It brings together organizations, spacecraft, missions, products, launch systems, locations, and national intelligence into a structured research surface designed to be easier to browse, verify, and connect.
Polaris is meant to be a practical intelligence and research tool, not just a public directory. The goal is to help users understand who is operating in the space sector, what systems and missions they are connected to, and what source-backed evidence exists for those relationships and claims.
Instead of relying on short summaries alone, Polaris emphasizes structured records, linked evidence, and views that let users move between entity-level detail and broader strategic context.
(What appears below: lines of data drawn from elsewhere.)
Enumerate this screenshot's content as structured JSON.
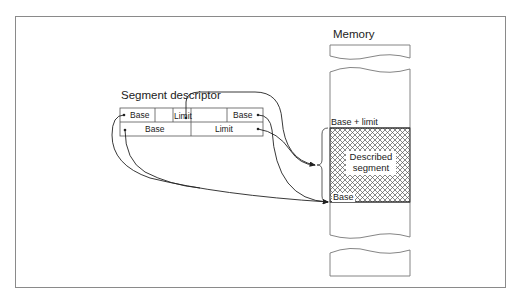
{
  "diagram": {
    "memory_label": "Memory",
    "descriptor_label": "Segment descriptor",
    "descriptor": {
      "row1": [
        "Base",
        "",
        "Limit",
        "",
        "Base"
      ],
      "row2": [
        "Base",
        "Limit"
      ]
    },
    "memory_markers": {
      "top": "Base + limit",
      "bottom": "Base"
    },
    "segment_label": "Described segment",
    "colors": {
      "line": "#333333",
      "frame": "#8a8a8a",
      "hatch": "#555555"
    }
  }
}
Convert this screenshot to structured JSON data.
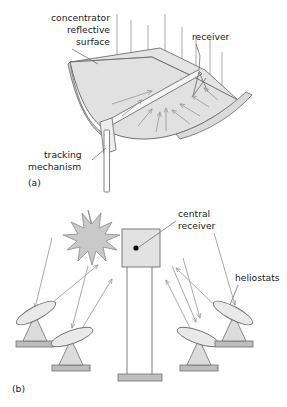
{
  "figure": {
    "title_visible": false,
    "background_color": "#ffffff",
    "line_color": "#6f6f6f",
    "ray_color": "#9a9a9a",
    "fill_light": "#e8e8e8",
    "fill_mid": "#d8d8d8",
    "fill_dark": "#b9b9b9",
    "text_color": "#1a1a1a"
  },
  "panel_a": {
    "tag": "(a)",
    "labels": {
      "concentrator": "concentrator",
      "reflective": "reflective",
      "surface": "surface",
      "receiver": "receiver",
      "tracking": "tracking",
      "mechanism": "mechanism"
    },
    "components": [
      "parabolic-trough-reflector",
      "receiver-tube",
      "receiver-support-struts",
      "tracking-post",
      "incoming-sun-rays",
      "reflected-rays"
    ],
    "incoming_ray_count": 8,
    "reflected_ray_count": 9
  },
  "panel_b": {
    "tag": "(b)",
    "labels": {
      "central": "central",
      "receiver": "receiver",
      "heliostats": "heliostats"
    },
    "components": [
      "sun-starburst",
      "tower",
      "central-receiver-box",
      "receiver-aperture-dot",
      "tower-base",
      "heliostat-mirrors",
      "heliostat-pedestals",
      "heliostat-ground-pads",
      "incident-rays",
      "reflected-rays"
    ],
    "sun_points": 12,
    "heliostat_count": 4,
    "heliostats": [
      {
        "id": "heliostat-left-far",
        "tilt_deg": -28
      },
      {
        "id": "heliostat-left-near",
        "tilt_deg": -20
      },
      {
        "id": "heliostat-right-near",
        "tilt_deg": 20
      },
      {
        "id": "heliostat-right-far",
        "tilt_deg": 28
      }
    ]
  }
}
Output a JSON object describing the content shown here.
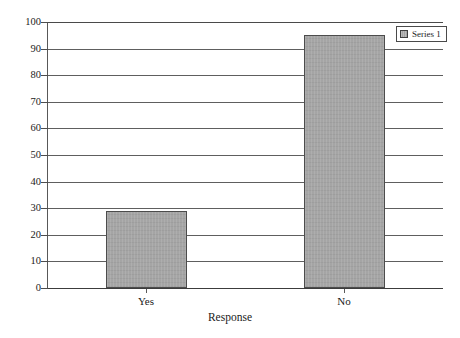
{
  "chart_data": {
    "type": "bar",
    "title": "",
    "categories": [
      "Yes",
      "No"
    ],
    "series": [
      {
        "name": "Series 1",
        "values": [
          29,
          95
        ]
      }
    ],
    "xlabel": "Response",
    "ylabel": "",
    "ylim": [
      0,
      100
    ],
    "ytick_step": 10,
    "yticks": [
      "0",
      "10",
      "20",
      "30",
      "40",
      "50",
      "60",
      "70",
      "80",
      "90",
      "100"
    ],
    "grid": "horizontal",
    "legend_position": "top-right",
    "bar_color": "#a3a3a3",
    "bar_border_color": "#4c4c4c",
    "gridline_color": "#5e5e5e",
    "axis_color": "#3c3c3c"
  },
  "legend": {
    "entries": [
      {
        "label": "Series 1",
        "color": "#a3a3a3"
      }
    ]
  },
  "axes": {
    "x_title": "Response",
    "x_categories": [
      "Yes",
      "No"
    ],
    "y_labels": [
      "100",
      "90",
      "80",
      "70",
      "60",
      "50",
      "40",
      "30",
      "20",
      "10",
      "0"
    ]
  },
  "title_remnant": ""
}
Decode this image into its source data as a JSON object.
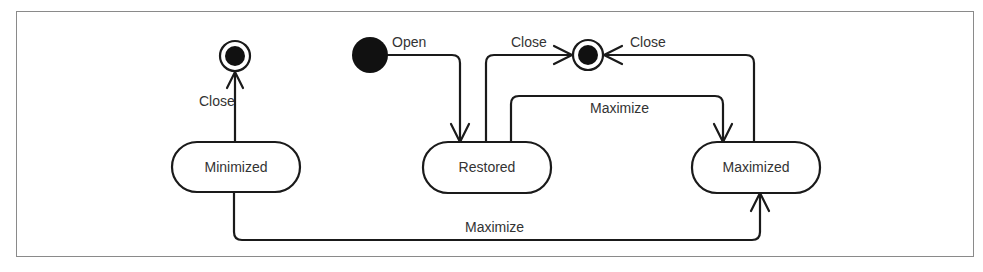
{
  "diagram": {
    "type": "uml-state-machine",
    "states": [
      {
        "id": "minimized",
        "label": "Minimized"
      },
      {
        "id": "restored",
        "label": "Restored"
      },
      {
        "id": "maximized",
        "label": "Maximized"
      }
    ],
    "pseudostates": [
      {
        "id": "initial",
        "kind": "initial"
      },
      {
        "id": "final-left",
        "kind": "final"
      },
      {
        "id": "final-center",
        "kind": "final"
      }
    ],
    "transitions": [
      {
        "from": "initial",
        "to": "restored",
        "label": "Open"
      },
      {
        "from": "minimized",
        "to": "final-left",
        "label": "Close"
      },
      {
        "from": "restored",
        "to": "final-center",
        "label": "Close"
      },
      {
        "from": "maximized",
        "to": "final-center",
        "label": "Close"
      },
      {
        "from": "restored",
        "to": "maximized",
        "label": "Maximize"
      },
      {
        "from": "minimized",
        "to": "maximized",
        "label": "Maximize"
      }
    ],
    "colors": {
      "stroke": "#1a1a1a",
      "text": "#333333",
      "frame": "#8a8a8a",
      "background": "#ffffff"
    }
  }
}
Polaris can be useful for analysts, researchers, investors, operators, journalists, and anyone who needs a faster way to understand the structure of the space economy.
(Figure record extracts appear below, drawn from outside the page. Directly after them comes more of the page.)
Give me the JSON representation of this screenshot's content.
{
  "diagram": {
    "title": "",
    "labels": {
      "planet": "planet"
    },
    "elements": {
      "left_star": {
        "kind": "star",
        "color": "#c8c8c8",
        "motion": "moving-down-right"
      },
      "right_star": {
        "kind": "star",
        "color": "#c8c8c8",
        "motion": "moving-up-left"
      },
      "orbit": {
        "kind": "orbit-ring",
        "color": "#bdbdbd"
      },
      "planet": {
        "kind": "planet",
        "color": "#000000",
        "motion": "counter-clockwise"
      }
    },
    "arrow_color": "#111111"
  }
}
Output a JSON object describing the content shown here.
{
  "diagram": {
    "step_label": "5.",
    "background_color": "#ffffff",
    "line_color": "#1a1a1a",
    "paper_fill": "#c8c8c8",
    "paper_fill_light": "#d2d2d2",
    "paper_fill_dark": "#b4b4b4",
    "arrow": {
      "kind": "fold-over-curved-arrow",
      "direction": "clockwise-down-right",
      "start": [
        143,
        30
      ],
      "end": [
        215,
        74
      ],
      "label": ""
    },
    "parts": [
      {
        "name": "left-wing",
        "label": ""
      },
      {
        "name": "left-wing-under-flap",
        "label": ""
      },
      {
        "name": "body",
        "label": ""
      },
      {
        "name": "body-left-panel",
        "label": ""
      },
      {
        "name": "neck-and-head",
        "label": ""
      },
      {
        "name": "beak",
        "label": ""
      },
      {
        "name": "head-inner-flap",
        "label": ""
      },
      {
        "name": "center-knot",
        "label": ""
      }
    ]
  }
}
Use Polaris to move quickly across organizations, missions, spacecraft, products, and locations without assembling the context by hand.
The site is built around source-grounded records, so users can inspect the statements and documents behind what they are reading.
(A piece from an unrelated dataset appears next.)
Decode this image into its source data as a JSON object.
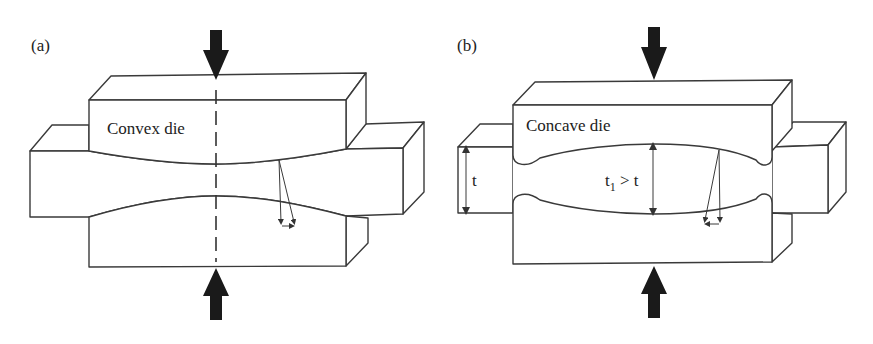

The national intelligence views connect operator-level data to policy, budgets, institutions, and broader government space activity.
Polaris Intelligence was created by Ryan Puleo. This project reflects an effort to make space-sector information more structured, more traceable, and more useful for real-world research and decision-making.
View Ryan on LinkedInThe broader aim is to make space intelligence easier to navigate: less fragmented, less opaque, and more useful for people who need evidence-backed context instead of scattered references across many sources.